I get home, have tea and massage my wife's feet until the pain makes her fall asleep. It's about nineish, she's asleep on me so I'm confined to the sofa until I wake her up and help her to bed. Then off to sleep myself.
Poor baby. It must be awful. Well of course it isn't awful, but it's endless, unsupported, untrained, unpaid extra work to add to the full week you have already done. Nobody tells you how to do it so you bugger it up as you go along, and sometimes it can be tiring, trying, and isolating. Being disabled can be lonely, I know, but being a carer can, to, if you're not careful.

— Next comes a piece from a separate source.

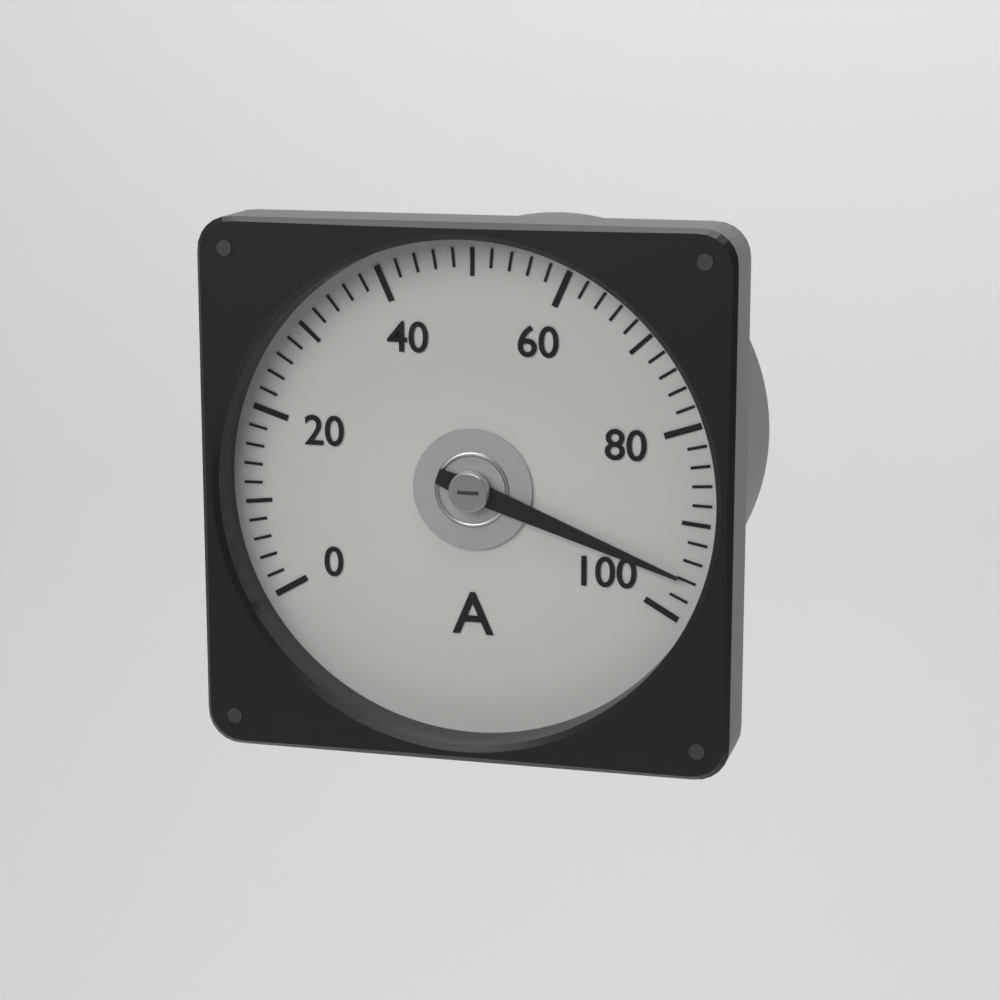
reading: 96 A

Anyway, I promised you a knife through the heart in my merry title (which may well get reworked in editing) so here it comes. Most of the time caring for me is a drudge, but once in a while it's a landslide. Over the Christmas period my wife got pretty badly ill. She was being sick constantly, couldn't keep anything down and nobody seemed to be able to stop it. She was weak, scared, dehydrated and getting worse and worse. I got called home from work early one day to call out a doctor. The doctor sent us to hospital and this led us through a chain of events which involved three extended stays in hospital, two further trips in ambulances and a lot of failed attempts to get the right medication. On several occasions my wife needed help to get to the bathroom and I had to more or less haul her semi-conscious form to the sink. One day I misjudged my footing and she fell on top of me, hurting both of us more than I was entirely happy with.
It was scary. Not only did I not know what was wrong, neither did the doctors, or the paramedics, or even the consultants. It actually still isn't technically better yet, it's just under control. And the first time you go from peering out of your window to wonder what that ambulance is doing in the street to peering out of the window and giving thanks that the ambulance is finally here, your life has changed. And to make it worse, there's sick on your shoes.